Over the course of their lives, most people will iteratively figure out what they’re good at — but they might be 40 years old by the time they arrive at a well-informed conclusion, according to Welch.
Fortunately, some shortcuts can speed up the process: as with determining personal values, testing is effective. Welch has her students take an online aptitude assessment to pinpoint their abilities. “Are you a generalist? Are you a specialist? Are you a diagnostic problem-solver or a process supporter? There are eight big cognitive aptitudes, and [a test can] save you years of doing the wrong kind of work or not dividing the work properly if you’re an entrepreneur,” Welch explains.
Related: These 5 Skills Are Critical for Success and Career Advancement
There’s another simple way for someone to figure out what they’re good at: asking those around them. Most people never experience that level of feedback unless they’re in a corporate setting with 360 reviews — and even then, the process can be a shock, Welch says.
“When I did it for the first time, I was sent away to a leadership program when I’d been promoted to a leadership position,” Welch recalls, “and the guy next to me got his 360 back and he looked at it and said, ‘Oh, you’ve given me back the feedback for the wrong person.’ And they were like, ‘Nope.'”
Welch also created a tool called PI 360 — an easy, inexpensive way for people to receive feedback.
“If you find what you’re really, really good at, you’re more likely to make money there faster.”
Of course, there’s also the case where people do know what their aptitudes are — but don’t necessarily want to accept them. The conflict often presents itself with aspiring entrepreneurs who want to start and grow their businesses, but might not have the skills they need to be successful, Welch says.
“You may not have all the stuff it takes,” Welch explains, “the ability to write down losses, the nerves of steel, the stamina. The skills and actions that are required for entrepreneurs are different from all others. You may be in love with the romance of entrepreneurship, but not actually be fully loaded for it. And that’s very important to find out.”
Once you’ve gotten comfortable with your values and aptitudes, there’s another critical factor to consider: areas of economic opportunity.
Related: The Top 10 Fastest Growing Industries in 2024
Research shows that when students graduate from high school, they’re able to name five jobs, typically including what their parents did and “teacher,” Welch says. Then college introduces another “conveyor belt,” where it seems like everyone is going into consulting, banking or tech, etc.
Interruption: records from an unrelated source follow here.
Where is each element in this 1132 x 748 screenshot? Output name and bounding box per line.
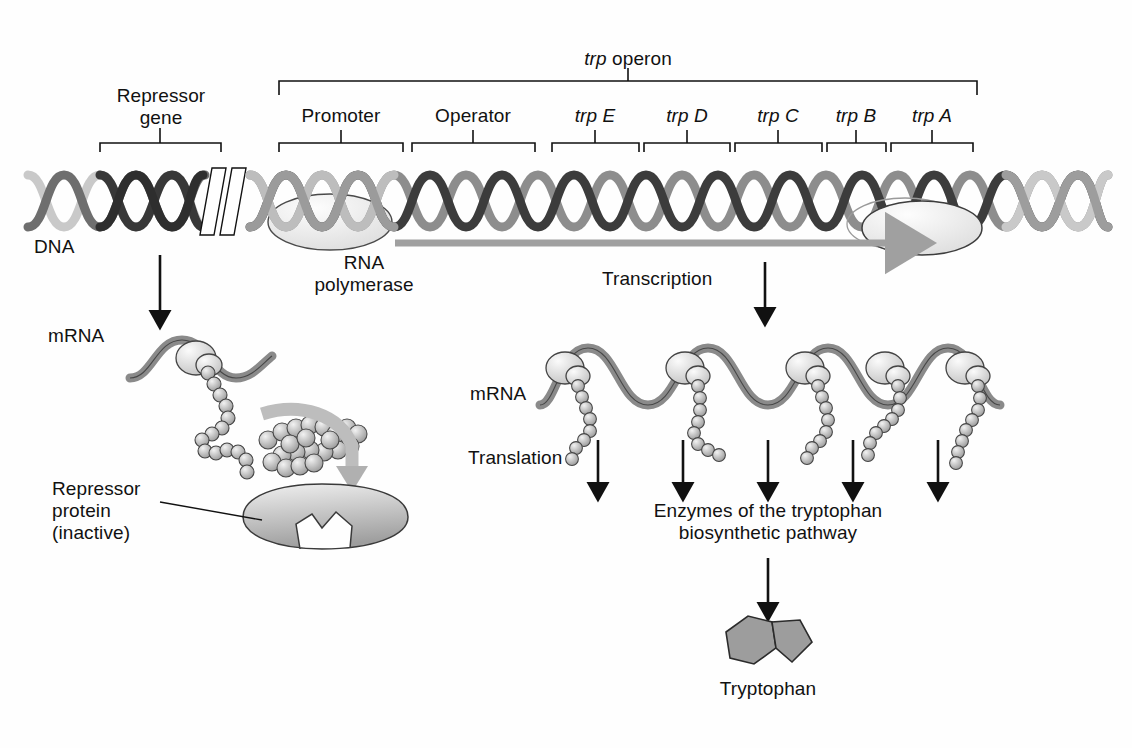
bracket-repressor-gene — [100, 128, 221, 152]
bracket-trp-operon — [279, 68, 977, 95]
mrna-ribbon-right — [540, 348, 1000, 405]
label-trp-d: trp D — [642, 105, 732, 127]
ribosome — [786, 352, 830, 386]
label-trp-c: trp C — [733, 105, 823, 127]
label-promoter: Promoter — [281, 105, 401, 127]
bracket-trp-e — [552, 130, 639, 152]
ribosome — [866, 352, 910, 386]
bracket-trp-a — [891, 130, 973, 152]
bracket-operator — [412, 130, 535, 152]
label-trp-operon: trp operon — [558, 48, 698, 70]
repressor-protein-shape — [243, 484, 408, 549]
bracket-trp-c — [735, 130, 822, 152]
label-mrna-right: mRNA — [470, 383, 550, 405]
label-repressor-protein: Repressor protein (inactive) — [52, 478, 172, 544]
label-transcription: Transcription — [602, 268, 762, 290]
ribosome — [546, 352, 590, 386]
polypeptide-chain — [688, 380, 726, 462]
label-tryptophan: Tryptophan — [688, 678, 848, 700]
label-operator: Operator — [413, 105, 533, 127]
bracket-trp-b — [827, 130, 886, 152]
figure-canvas: Repressorgene trp operon Promoter Operat… — [0, 0, 1132, 748]
label-enzymes: Enzymes of the tryptophan biosynthetic p… — [608, 500, 928, 544]
label-rna-polymerase: RNA polymerase — [300, 252, 428, 296]
bracket-promoter — [279, 130, 403, 152]
label-translation: Translation — [468, 447, 598, 469]
polypeptide-chain-left — [195, 366, 254, 479]
label-mrna-left: mRNA — [48, 325, 128, 347]
ribosome — [666, 352, 710, 386]
ribosome — [946, 352, 990, 386]
label-trp-e: trp E — [550, 105, 640, 127]
tryptophan-molecule — [726, 616, 812, 664]
bracket-trp-d — [644, 130, 730, 152]
label-repressor-gene: Repressorgene — [100, 85, 222, 129]
translation-arrow-group — [598, 440, 938, 490]
polypeptide-chain — [801, 380, 835, 465]
polypeptide-chain — [950, 380, 987, 470]
label-trp-a: trp A — [887, 105, 977, 127]
label-dna: DNA — [34, 236, 104, 258]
“There are 135 industries,” Welch says, “and that doesn’t even include the industries you can make up as an entrepreneur. It’s as simple as Googling what industries are there and reading all 135 of them because the government publishes all the industries and how fast they’re growing. If you’re looking for a fast-growing industry that interests you, it is literally a few clicks away.”
Of course, before you pinpoint an industry, you have to get clear on how much you actually care about money. If earning potential isn’t your primary motivation, that opens up more possibilities.
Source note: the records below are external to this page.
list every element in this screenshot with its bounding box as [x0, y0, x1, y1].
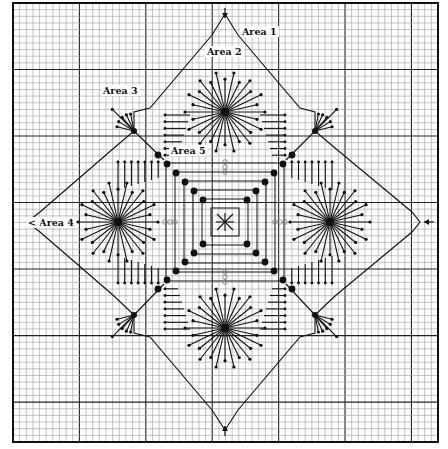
label-area4: < Area 4 — [26, 217, 76, 228]
label-area1: Area 1 — [240, 26, 279, 37]
label-area5: Area 5 — [169, 145, 208, 156]
arrow-left-icon: < — [28, 217, 36, 228]
label-area4-text: Area 4 — [39, 217, 74, 228]
label-area3: Area 3 — [101, 85, 140, 96]
label-area2: Area 2 — [205, 46, 244, 57]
“The irony of course, is that if you find what you’re really, really good at, you’re more likely to make money there faster than just going into the industry that’s growing quickly and pays a lot of money,” Welch says. “So this is a very dynamic process.”
“Any reinvention [comes with] so many bumps, difficulties, false starts and challenges.”
Although the approach of 2025 might inspire self-reflection and reinvention, there’s no magical time of year that’s better for change than another. After all, research shows that only 9% of Americans who make a new year’s resolution will keep it — and 43% of them won’t even make it past January.
That’s why it’s essential to have confidence in the changes you want to make — and get familiar with that place where your values, aptitudes and economic opportunities intersect.
Related: 10 Things You Can Do to Boost Self-Confidence
“It’s going to go wrong before it goes right,” Welch says. “Any reinvention [comes with] so many bumps, difficulties, false starts and challenges, and if you don’t have confidence that it’s the right pivot, you’re going to drop it the minute it gets hot. Whether you’re doing it in January or any other time of the year, you need to go into it with a fully informed mindset.”